Friday 8 November 2013

The Word-a-day Writing Challenge

Day Forty-Four: Zest



If I had to guess, I would say that my love of cooking, of fine food in general, did not come from my father. I absorbed many of his passions—woodworking, for example, and laughter—but mercifully few of his dietary preferences. People joke about Spam, but in our house it was Flakes of Ham. And Chicken. Not that my mother or I ever ate it. She added the requisite Miracle Whip and somehow managed to turn it out onto bread for him, but I couldn't even stomach being in the kitchen when she opened the tins. I shudder to think, even now, how food achieves such a status: Flaked. At the least, it was an atrocious misuse of homemade bread.

Yes, my mother taught me to cook, to love cooking, and bread was a cornerstone in her culinary repertoire. Saturday mornings in our house revolved around grains, and by the time I was out of bed the Red River cereal was already soaking in a bowl of molasses and water on top of the iron radiator in the kitchen, it's sweet warmth hovering in the hallway outside my room. When she'd returned from her morning run, the dough was ready to punch down. This was my job—the only part of bread-making I ever cared to learn, and my favourite part of cooking at all—and I executed the task with a sort of luminous zest.

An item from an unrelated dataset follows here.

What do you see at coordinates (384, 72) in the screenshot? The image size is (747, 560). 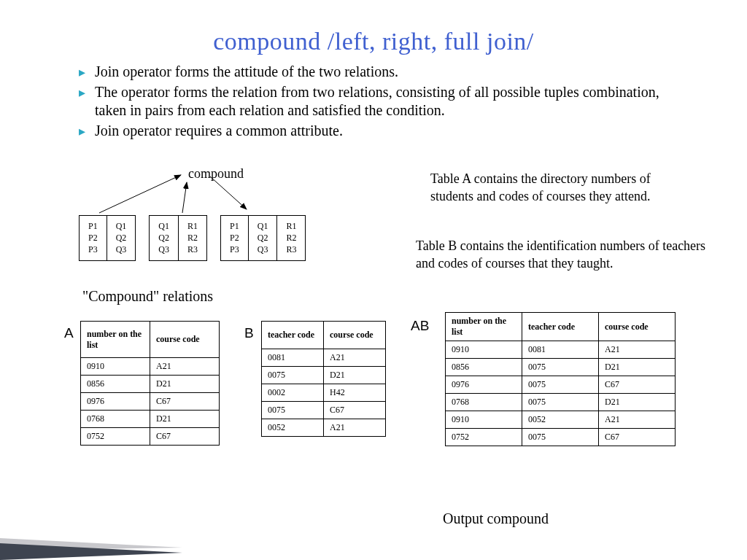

Swinging like a boxer (I learned eventually that such gusto was not required), I'd sink my fists deep into the first bowl, deflating it like a balloon and allowing the suction to swallow my wrists; then, recoiling quickly and imagining myself to be Mohammed Ali, I'd jump around to the second bowl and plant a strong right jab into it's doughy centre. After replacing the bowls back on top of the radiator, I'd head off on some other Saturday activity—The Smurfs, maybe, or He-Man, or swimming lessons at The Y—until payment was offered: One warm slice, fresh out of the oven, slathered in butter and drizzled with honey. Not a flake of ham in sight.